Posted on Mar 18, 2015
Will a U.S.-Led NATO Show-of-Force Exercise in E. Europe Affect Putin's Plans For The Ukraine?
6.61K
39
16
2
2
0
With a nod to the large-scale maneuver exercises of the Cold War, the U.S. Army announced that it will be leading a NATO show-of-force exercise in the form of a 1,100-mile convoy through six nations en route to their home station in Vilseck, Germany. Intended to display NATO capability to rapidly concentrate manpower and equipment in the region, will this display have any impact on Putin's activity in the Ukraine?
Posted >1 y ago
Responses: 10
I think that Putin is already achieving the results he desires, but quietly in the background rather than on the front page of international news. I think his aggressive cyber attack that crippled a NATO country (Estonia) in 2007 was the first test of NATO's resilience. The next years he attacked or invaded non-NATO countries under the guise of securing ethnic Russian populations (Georgia 2008, Kyrgyzstan 2009, and now Ukraine) which I believe was his plan to condition the world to the Russian cause. Since WWII, NATO has been the biggest deterrent to Russian/Soviet expansion. I think NATO is much weaker today than it has been since the Cold War and Putin is carefully establishing the opportune moment to move based on my last three years of working with NATO. I believe Putin will continue his cyber campaign and propaganda in Eastern block NATO countries before setting up a false flag operation to move in and "secure" ethnic Russians in a NATO country. This would violate Article six and Force NATO to respond in a war that no one wants, reduce the worldwide reputation of NATO as a legitimate military deterrent, or could bring the demise of NATO. Article six would require every NATO country to act to defend, and I don't see the majority of NATO being militarily or economically prepared to rise to that challenge. In conclusion, I don't think parading a Stryker unit through the eastern block is going to intimidate Russia's motivation to become a more significant world power, unchallenged in Europe.
(3)
(0)
MAJ (Join to see)
SFC (Join to see), that is a beautiful piece of analysis. You must watch yourself carefully around Majors bound for ILE; they may be tempted to abduct you and exploit your skills! ;-)
(1)
(0)
SFC (Join to see)
MAJ Paul Hoiland thank you for your advice, I will try to keep an eye out. I just finished a paper on this topic in my Cyber Warfare class. I was interested to see how much of what I "knew" was supported by documentation on the open net stop chose this topic. I was happy to see the question here on Rallypoint.
(1)
(0)
I say no, but I qualify the "other" response because I don't think Putin can be any more emboldened than he already is. Â I think he has a plan in place & he will push forward with it no matter what we do.
(3)
(0)
(2)
(0)
SSgt (Join to see)
I think they just reported that Russian jets were intercepted in the Balkans this afternoon.
(2)
(0)
I don't recall the Russians being too well known for bowing down to intimidation. I waved goodbye to the 12 A-10's that left here from Davis-Monthan. Watching them all train at once right over the house was AWESOME!
(2)
(0)
SFC Charles S.
I don't think Putin will wince. He knows our Politics right now and we won't follow through.
(0)
(0)
SSG(P) (Join to see)
No, historically, Russians don't crack under pressure. Recall that Russians burned Moscow in order to deny it to Napolean's Grand Army. During WW II, Stalingrad held up under German siege during the winter.

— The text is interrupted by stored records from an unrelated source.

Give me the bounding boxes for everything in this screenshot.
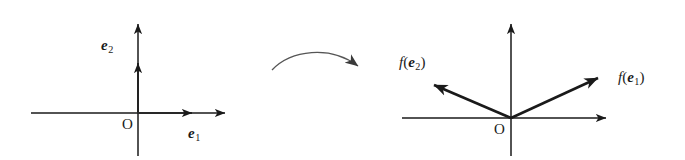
image-vector-f-e2 <box>434 85 511 118</box>
figure-canvas <box>0 0 685 160</box>
origin-label-codomain: O <box>494 122 505 137</box>
label-e2-symbol: e <box>101 37 108 53</box>
label-f-e1-close-paren: ) <box>639 69 644 85</box>
mapping-arrow-group <box>272 52 358 70</box>
image-vector-f-e1 <box>511 78 598 118</box>
label-e1-subscript: 1 <box>195 132 200 143</box>
label-f-e2: f(e2) <box>399 55 425 72</box>
label-e2-subscript: 2 <box>108 44 113 55</box>
label-e2: e2 <box>101 38 113 55</box>
mapping-arrow-curve <box>272 52 358 70</box>
label-f-e1-symbol: e <box>627 69 634 85</box>
origin-label-domain: O <box>122 117 133 132</box>
label-f-e2-close-paren: ) <box>420 54 425 70</box>
label-e1-symbol: e <box>188 125 195 141</box>
label-e1: e1 <box>188 126 200 143</box>
label-f-e1: f(e1) <box>618 70 644 87</box>
linear-transformation-figure: e2 e1 O f(e2) f(e1) O <box>0 0 685 160</box>
label-f-e2-symbol: e <box>408 54 415 70</box>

No, I don't think a convoy is going to scare the Russians. They've been flying bombers everywhere they want-- over the English Channel, over Guam, over Alaska, etc. Don't forget Russia now has about 40,000 troops in the Arctic.
No, I don't think a convoy is going to scare the Russians. They've been flying bombers everywhere they want-- over the English Channel, over Guam, over Alaska, etc. Don't forget Russia now has about 40,000 troops in the Arctic.